CLINTON FEEDS OFF MEGYN KELLY’S “WAR ON WOMEN” QUESTION: Hillary Clinton has unsurprisingly begun to capitalize on the “war on women” narrative amplified by Fox News’ Megyn Kelly during the GOP presidential debate. Kelly reignited the narrative with the following question posed to Donald Trump:

Mr. Trump, one of the things people love about you is you speak your mind and you don’t use a politician’s filter. However, that is not without its downsides, in particular, when it comes to women.

You’ve called women you don’t like “fat pigs, dogs, slobs, and disgusting animals.” . . .

Your Twitter account has several disparaging comments about women’s looks. You once told a contestant on Celebrity Apprentice it would be a pretty picture to see her on her knees. Does that sound to you like the temperament of a man we should elect as president, and how will you answer the charge from Hillary Clinton, who was likely to be the Democratic nominee, that you are part of the war on women?

Afterwards, Trump amped up the rhetoric and made matters worse when he told a CNN host,”You could see there was blood coming out of her eyes. Blood coming out of her wherever.”

It was utterly predictable that Clinton would eventually capitalize on this #waronwomen opening, and today she did so, according to the Daily Caller:

At a campaign stop in New Hampshire on Monday Hillary Clinton slammed Donald Trump’s recent remarks about Fox News host Megyn Kelly as “outrageous” but said that other Republican men running for president have made equally “offensive” remarks. . . .

“But I think if we focus on that we are making a mistake,” Clinton said of Trump’s remarks. “What a lot of the men on that stage and that debate said was offensive.”

“When one of their major candidates, a much younger man, a senator from Florida, says there should be no exceptions for rape and incest, that is as offensive and as troubling a comment as you can hear from a major candidate running for the presidency.”

So Clinton is equating Trump’s crude comment directed at a woman with Rubio’s substantive position on abortion? Nice move. Because, you know, those Republican men “offend” women by supporting human life. And while a recent Gallup poll shows that a slim majority of women presently self-identify as “pro-choice,” longitudinal polling has shown that women’s views shift, with pro-choice versus pro-life majorities altering from year to year. Presumably, according to Clinton, women who hold a pro-life position are “offending” women?

I’m no fan of Trump’s post-debate comments about Kelly. It wasn’t “presidential,” and it was unnecessary. But his initial response to Kelly’s debate query was fundamentally correct, that he (and the country) doesn’t “have time for total political correctness.” And Kelly is a professional woman in a high profile position, and she can certainly handle some insults. She has appropriately said that she is a “big girl” and can “take it.

The thing that bothers me most about the Kelly-Trump exchange is that Hillary Clinton is now going to accept the invitation–issued by Kelly–to reopen and amplify the “Republicans hate women” narrative. In an overt attempt to bring down Trump a notch or two, Kelly’s query has reignited Hillary Clinton’s key campaign issue.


### Work required:
Pick each line containing the word "type" out of the data below.

### The input:

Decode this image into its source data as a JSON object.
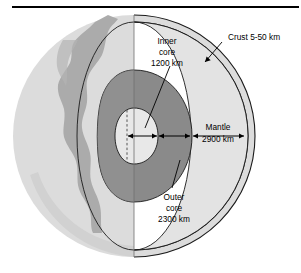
{
  "figure": {
    "title_rule": ""
  },
  "labels": {
    "crust": "Crust 5-50 km",
    "inner_core_l1": "Inner",
    "inner_core_l2": "core",
    "inner_core_l3": "1200 km",
    "outer_core_l1": "Outer",
    "outer_core_l2": "core",
    "outer_core_l3": "2300 km",
    "mantle_l1": "Mantle",
    "mantle_l2": "2900 km"
  },
  "layers": [
    {
      "name": "crust",
      "thickness": "5-50 km"
    },
    {
      "name": "mantle",
      "thickness": "2900 km"
    },
    {
      "name": "outer core",
      "thickness": "2300 km"
    },
    {
      "name": "inner core",
      "thickness": "1200 km"
    }
  ],
  "colors": {
    "sphere_surface": "#dcdcdc",
    "sphere_shade": "#d0d0d0",
    "continent": "#a8a8a8",
    "mantle_face": "#e3e3e3",
    "outer_core": "#8a8a8a",
    "inner_core": "#e8e8e8",
    "outline": "#1a1a1a",
    "rule": "#000000",
    "background": "#ffffff"
  }
}
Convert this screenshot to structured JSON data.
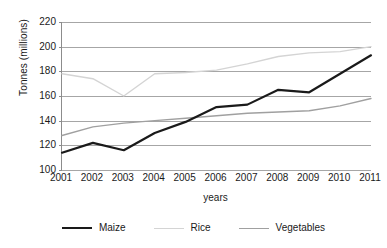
{
  "chart_data": {
    "type": "line",
    "title": "",
    "xlabel": "years",
    "ylabel": "Tonnes (millions)",
    "categories": [
      "2001",
      "2002",
      "2003",
      "2004",
      "2005",
      "2006",
      "2007",
      "2008",
      "2009",
      "2010",
      "2011"
    ],
    "x": [
      2001,
      2002,
      2003,
      2004,
      2005,
      2006,
      2007,
      2008,
      2009,
      2010,
      2011
    ],
    "ylim": [
      100,
      220
    ],
    "yticks": [
      100,
      120,
      140,
      160,
      180,
      200,
      220
    ],
    "ytick_labels": [
      "100",
      "120",
      "140",
      "160",
      "180",
      "200",
      "220"
    ],
    "grid": true,
    "legend_position": "bottom",
    "series": [
      {
        "name": "Maize",
        "color": "#1a1a1a",
        "width": 2.2,
        "values": [
          114,
          122,
          116,
          130,
          139,
          151,
          153,
          165,
          163,
          178,
          193
        ]
      },
      {
        "name": "Rice",
        "color": "#d4d4d4",
        "width": 1.4,
        "values": [
          178,
          174,
          160,
          178,
          179,
          181,
          186,
          192,
          195,
          196,
          200
        ]
      },
      {
        "name": "Vegetables",
        "color": "#a0a0a0",
        "width": 1.4,
        "values": [
          128,
          135,
          138,
          140,
          142,
          144,
          146,
          147,
          148,
          152,
          158
        ]
      }
    ]
  },
  "axis": {
    "y_title": "Tonnes (millions)",
    "x_title": "years"
  },
  "legend": {
    "items": [
      {
        "label": "Maize"
      },
      {
        "label": "Rice"
      },
      {
        "label": "Vegetables"
      }
    ]
  },
  "colors": {
    "axis_line": "#8c8c8c",
    "gridline": "#a6a6a6",
    "text": "#1a1a1a",
    "background": "#ffffff"
  }
}
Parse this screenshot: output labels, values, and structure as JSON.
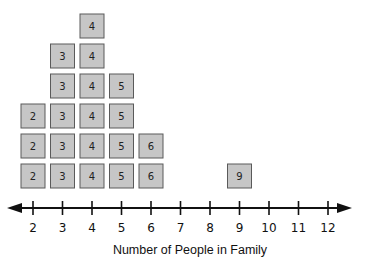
{
  "chart_data": {
    "type": "dot-plot",
    "title": "",
    "xlabel": "Number of People in Family",
    "ylabel": "",
    "xlim": [
      2,
      12
    ],
    "ticks": [
      2,
      3,
      4,
      5,
      6,
      7,
      8,
      9,
      10,
      11,
      12
    ],
    "tick_labels": [
      "2",
      "3",
      "4",
      "5",
      "6",
      "7",
      "8",
      "9",
      "10",
      "11",
      "12"
    ],
    "counts": [
      {
        "value": 2,
        "count": 3
      },
      {
        "value": 3,
        "count": 5
      },
      {
        "value": 4,
        "count": 6
      },
      {
        "value": 5,
        "count": 4
      },
      {
        "value": 6,
        "count": 2
      },
      {
        "value": 9,
        "count": 1
      }
    ],
    "marker": "labeled square",
    "grid": false,
    "axis_arrows": "both"
  }
}
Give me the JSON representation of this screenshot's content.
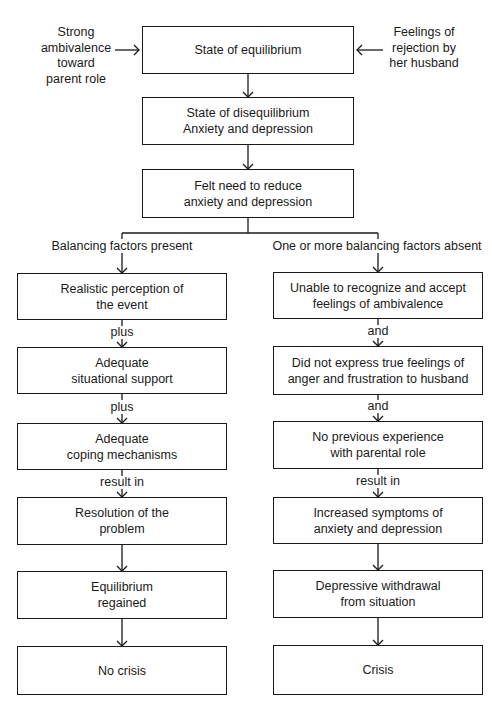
{
  "diagram": {
    "type": "flowchart",
    "colors": {
      "line": "#1a1a1a",
      "background": "#ffffff"
    },
    "inputs": {
      "left": [
        "Strong",
        "ambivalence",
        "toward",
        "parent role"
      ],
      "right": [
        "Feelings of",
        "rejection by",
        "her husband"
      ]
    },
    "main": [
      {
        "id": "equilibrium",
        "lines": [
          "State of equilibrium"
        ]
      },
      {
        "id": "disequilibrium",
        "lines": [
          "State of disequilibrium",
          "Anxiety and depression"
        ]
      },
      {
        "id": "felt-need",
        "lines": [
          "Felt need to reduce",
          "anxiety and depression"
        ]
      }
    ],
    "branches": {
      "left": {
        "label": "Balancing factors present",
        "boxes": [
          {
            "lines": [
              "Realistic perception of",
              "the event"
            ]
          },
          {
            "lines": [
              "Adequate",
              "situational support"
            ]
          },
          {
            "lines": [
              "Adequate",
              "coping mechanisms"
            ]
          },
          {
            "lines": [
              "Resolution of the",
              "problem"
            ]
          },
          {
            "lines": [
              "Equilibrium",
              "regained"
            ]
          },
          {
            "lines": [
              "No crisis"
            ]
          }
        ],
        "connectors": [
          "plus",
          "plus",
          "result in",
          "",
          ""
        ]
      },
      "right": {
        "label": "One or more balancing factors absent",
        "boxes": [
          {
            "lines": [
              "Unable to recognize and accept",
              "feelings of ambivalence"
            ]
          },
          {
            "lines": [
              "Did not express true feelings of",
              "anger and frustration to husband"
            ]
          },
          {
            "lines": [
              "No previous experience",
              "with parental role"
            ]
          },
          {
            "lines": [
              "Increased symptoms of",
              "anxiety and depression"
            ]
          },
          {
            "lines": [
              "Depressive withdrawal",
              "from situation"
            ]
          },
          {
            "lines": [
              "Crisis"
            ]
          }
        ],
        "connectors": [
          "and",
          "and",
          "result in",
          "",
          ""
        ]
      }
    }
  }
}
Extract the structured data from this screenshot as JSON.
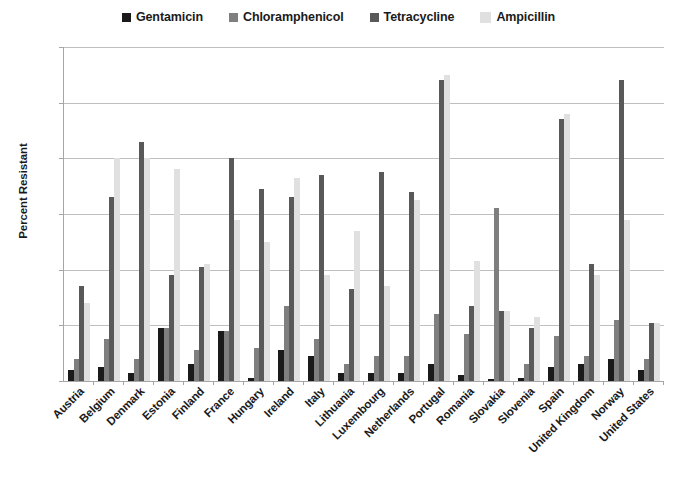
{
  "chart_data": {
    "type": "bar",
    "title": "",
    "xlabel": "",
    "ylabel": "Percent Resistant",
    "ylim": [
      0,
      60
    ],
    "ytick_labels": [
      "0%",
      "10%",
      "20%",
      "30%",
      "40%",
      "50%",
      "60%"
    ],
    "ytick_values": [
      0,
      10,
      20,
      30,
      40,
      50,
      60
    ],
    "grid": true,
    "legend_position": "top",
    "categories": [
      "Austria",
      "Belgium",
      "Denmark",
      "Estonia",
      "Finland",
      "France",
      "Hungary",
      "Ireland",
      "Italy",
      "Lithuania",
      "Luxembourg",
      "Netherlands",
      "Portugal",
      "Romania",
      "Slovakia",
      "Slovenia",
      "Spain",
      "United Kingdom",
      "Norway",
      "United States"
    ],
    "series": [
      {
        "name": "Gentamicin",
        "color": "#1a1a1a",
        "values": [
          2.0,
          2.5,
          1.5,
          9.5,
          3.0,
          9.0,
          0.5,
          5.5,
          4.5,
          1.5,
          1.5,
          1.5,
          3.0,
          1.0,
          0.3,
          0.5,
          2.5,
          3.0,
          4.0,
          2.0
        ]
      },
      {
        "name": "Chloramphenicol",
        "color": "#7f7f7f",
        "values": [
          4.0,
          7.5,
          4.0,
          9.5,
          5.5,
          9.0,
          6.0,
          13.5,
          7.5,
          3.0,
          4.5,
          4.5,
          12.0,
          8.5,
          31.0,
          3.0,
          8.0,
          4.5,
          11.0,
          4.0
        ]
      },
      {
        "name": "Tetracycline",
        "color": "#595959",
        "values": [
          17.0,
          33.0,
          43.0,
          19.0,
          20.5,
          40.0,
          34.5,
          33.0,
          37.0,
          16.5,
          37.5,
          34.0,
          54.0,
          13.5,
          12.5,
          9.5,
          47.0,
          21.0,
          54.0,
          10.5
        ]
      },
      {
        "name": "Ampicillin",
        "color": "#e0e0e0",
        "values": [
          14.0,
          40.0,
          40.0,
          38.0,
          21.0,
          29.0,
          25.0,
          36.5,
          19.0,
          27.0,
          17.0,
          32.5,
          55.0,
          21.5,
          12.5,
          11.5,
          48.0,
          19.0,
          29.0,
          10.5
        ]
      }
    ]
  }
}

### Exercise answer:
    "type": "line",
    "type": "dot-plot",
    "type": "flowchart",
    "type": "bar",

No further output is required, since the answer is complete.